I look into his sorrowless eyes and a door in my heart blows open. And when we kiss, i see that on the other side of that door is sky.
Author
Jandy Nelson
/jandy-nelson-quotes-and-sayings
Author Summary
About Jandy Nelson on QuoteMust
Jandy Nelson currently has 84 indexed quotes and 2 linked works on QuoteMust. This page is the canonical destination for that author archive.
Works
Books and titles linked to this author
Quotes
All quote cards for Jandy Nelson
Let me just unsubscribe to my own mind already, because I don't get any of it.
Maybe a person is just made up of a lot of people," I say. "Maybe we're accumulating these new selves all the time.
I can't shove the dark out of my way.
I don't know how this can be but it can: A painting is both exactly rhe same and entirely different every single time you look at it.
As I walk through the redwood trees, my sneakers sopping up days of rain, I wonder why bereaved people even bother with mourning clothes, when grief itself provides such an unmistakable wardrobe.
Sadness pulses out of us as we walk. I almost expect the trees to lower their branches when we pass, the stars to hand down some light. I breathe in the horsy scent of eucalyptus, the thick sugary pine, aware of each breath I take, how each one keeps me in the world a few seconds longer. I taste the sweetness of the summer air on my tongue and want to just gulp and gulp and gulp it into my body--this living, breathing, heart-beating body of mine.
I don't believe time heals. I don't want it to. If I heal, doesn't that mean I've accepted the world without her?
For days and days, the rain beat its fists on the roof of our house_ evidence of the terrible mistake God had made. Each morning, when I woke I listened for the tireless pounding, looked at the drear through the window and was relieved that at least the sun had the decency to stay the hell away from us.
That's just how it is. Grief and love are conjoined, you don't get one without the other.
I drop on my back on the bed, panting and sweating. How will I survive this missing? How do others do it? People die all the time. Every day. Every hour. There are families all over the world staring at beds that are no longer slept in, shoes that are no longer worn. Families that no longer have to buy a particular cereal, a kind of shampoo. There are people everywhere standing in line at the movies, buying curtains, walking dogs, while inside, their hearts are ripping to shreds. For years. For their whole lives. I don't believe time heals. I don't want it to. If I heal, doesn't that mean I've accepted the world without her?
Someone might as well roll up the whole sky, pack it away for good.
When I wear her clothes, I just feel safer, like she's whispering in my ear.
I'm in self-imposed exile, cradled between split branches, in my favorite tree in the woods behind school. I've been coming here every day at lunch, hiding out until the bell rings, whittling words into the branches with my pen, allowing my heart to break in private.
There are people everywhere standing in line at the movies, buying curtains, walking dogs, while inside, their hearts are ripping to shreds.
I do not want to eat or drink, or i will lose the taste of you in my mouth
What if I'm in charge of my own damn light switch?
The coolest guys aren't afraid to be feminists.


# [About this exercise]
Write out every line below that includes the word "false".

# [Data extracts]
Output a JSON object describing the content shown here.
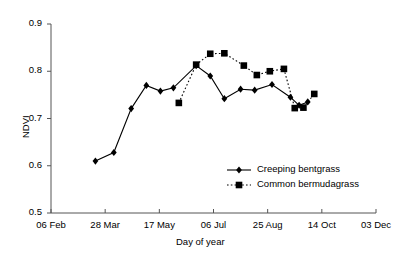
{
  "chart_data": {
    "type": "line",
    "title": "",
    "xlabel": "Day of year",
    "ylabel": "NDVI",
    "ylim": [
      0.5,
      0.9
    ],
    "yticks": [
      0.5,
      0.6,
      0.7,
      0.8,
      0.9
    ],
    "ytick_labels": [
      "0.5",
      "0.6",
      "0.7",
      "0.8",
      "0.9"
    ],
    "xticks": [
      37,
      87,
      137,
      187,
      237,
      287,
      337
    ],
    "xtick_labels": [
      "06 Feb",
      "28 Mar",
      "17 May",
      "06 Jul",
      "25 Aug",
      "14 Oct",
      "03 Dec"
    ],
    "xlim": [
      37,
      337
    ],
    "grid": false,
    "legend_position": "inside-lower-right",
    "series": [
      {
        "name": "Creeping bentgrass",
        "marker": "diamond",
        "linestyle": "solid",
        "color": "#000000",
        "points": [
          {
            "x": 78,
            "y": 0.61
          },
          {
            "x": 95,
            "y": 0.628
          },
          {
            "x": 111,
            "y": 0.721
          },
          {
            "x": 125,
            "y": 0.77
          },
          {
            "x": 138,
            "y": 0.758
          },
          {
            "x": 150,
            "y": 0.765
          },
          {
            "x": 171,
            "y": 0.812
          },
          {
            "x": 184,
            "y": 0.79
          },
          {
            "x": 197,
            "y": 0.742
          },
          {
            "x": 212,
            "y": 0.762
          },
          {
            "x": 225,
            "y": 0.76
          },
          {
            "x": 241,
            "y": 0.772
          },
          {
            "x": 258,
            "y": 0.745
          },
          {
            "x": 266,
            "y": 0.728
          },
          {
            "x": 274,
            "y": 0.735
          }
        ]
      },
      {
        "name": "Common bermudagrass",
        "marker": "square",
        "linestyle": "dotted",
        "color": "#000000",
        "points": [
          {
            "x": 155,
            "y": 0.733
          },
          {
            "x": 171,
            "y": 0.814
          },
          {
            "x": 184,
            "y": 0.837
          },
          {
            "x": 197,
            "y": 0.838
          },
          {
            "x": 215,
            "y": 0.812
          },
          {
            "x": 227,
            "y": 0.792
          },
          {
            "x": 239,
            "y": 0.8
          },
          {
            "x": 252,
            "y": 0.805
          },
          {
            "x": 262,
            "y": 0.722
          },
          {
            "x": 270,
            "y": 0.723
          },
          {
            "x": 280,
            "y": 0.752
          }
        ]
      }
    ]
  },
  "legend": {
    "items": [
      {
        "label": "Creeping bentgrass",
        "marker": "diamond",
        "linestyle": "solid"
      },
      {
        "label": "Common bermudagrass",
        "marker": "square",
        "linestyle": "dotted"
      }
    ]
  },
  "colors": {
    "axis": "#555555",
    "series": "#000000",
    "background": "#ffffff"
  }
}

---

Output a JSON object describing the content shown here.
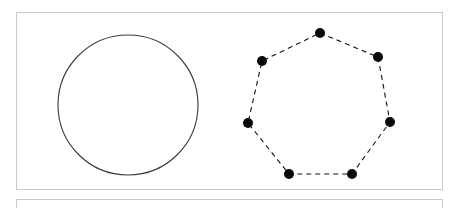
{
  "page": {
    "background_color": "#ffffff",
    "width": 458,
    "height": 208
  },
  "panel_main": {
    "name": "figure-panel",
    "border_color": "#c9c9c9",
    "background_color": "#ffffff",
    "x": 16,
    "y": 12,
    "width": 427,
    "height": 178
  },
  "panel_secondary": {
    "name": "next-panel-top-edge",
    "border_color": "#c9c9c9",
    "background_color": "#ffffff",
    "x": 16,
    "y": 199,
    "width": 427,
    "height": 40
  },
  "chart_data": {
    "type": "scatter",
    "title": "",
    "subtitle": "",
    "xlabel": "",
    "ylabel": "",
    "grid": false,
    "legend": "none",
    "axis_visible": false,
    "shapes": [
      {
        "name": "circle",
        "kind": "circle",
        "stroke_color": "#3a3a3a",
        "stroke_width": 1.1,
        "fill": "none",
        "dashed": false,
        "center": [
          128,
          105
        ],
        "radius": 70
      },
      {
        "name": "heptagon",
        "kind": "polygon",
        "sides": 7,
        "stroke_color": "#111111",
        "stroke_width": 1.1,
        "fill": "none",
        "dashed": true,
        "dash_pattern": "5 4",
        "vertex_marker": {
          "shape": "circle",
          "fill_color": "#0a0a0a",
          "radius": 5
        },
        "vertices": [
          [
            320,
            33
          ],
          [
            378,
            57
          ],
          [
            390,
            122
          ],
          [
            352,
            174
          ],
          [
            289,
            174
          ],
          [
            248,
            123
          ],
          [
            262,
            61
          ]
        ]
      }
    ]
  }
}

==

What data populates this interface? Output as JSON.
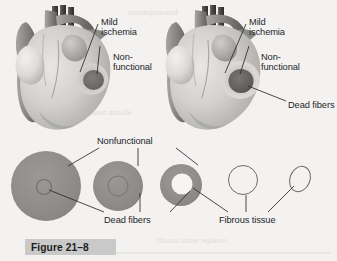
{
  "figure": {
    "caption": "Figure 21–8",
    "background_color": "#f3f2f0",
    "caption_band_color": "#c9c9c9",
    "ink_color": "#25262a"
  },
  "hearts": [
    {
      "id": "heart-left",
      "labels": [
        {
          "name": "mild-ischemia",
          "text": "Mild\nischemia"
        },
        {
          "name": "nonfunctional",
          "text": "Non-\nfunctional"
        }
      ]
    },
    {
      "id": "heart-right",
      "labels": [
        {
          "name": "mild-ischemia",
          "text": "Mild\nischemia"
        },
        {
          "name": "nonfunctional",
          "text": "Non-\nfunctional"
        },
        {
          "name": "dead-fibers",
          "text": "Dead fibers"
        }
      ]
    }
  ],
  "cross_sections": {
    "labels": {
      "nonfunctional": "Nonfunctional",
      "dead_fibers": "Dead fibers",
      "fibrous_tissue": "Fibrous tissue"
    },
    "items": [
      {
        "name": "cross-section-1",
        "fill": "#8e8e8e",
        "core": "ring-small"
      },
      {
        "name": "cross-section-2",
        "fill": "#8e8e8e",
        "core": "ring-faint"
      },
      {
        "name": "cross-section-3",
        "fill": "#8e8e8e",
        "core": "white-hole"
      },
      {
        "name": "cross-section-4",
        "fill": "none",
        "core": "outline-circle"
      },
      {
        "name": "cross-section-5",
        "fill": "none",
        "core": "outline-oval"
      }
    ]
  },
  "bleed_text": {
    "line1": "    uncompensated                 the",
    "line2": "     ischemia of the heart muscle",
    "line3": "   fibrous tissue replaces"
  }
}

# [Your response]
    "grid": false,
    "grid": false,
    "axis_visible": false,
        "dashed": false,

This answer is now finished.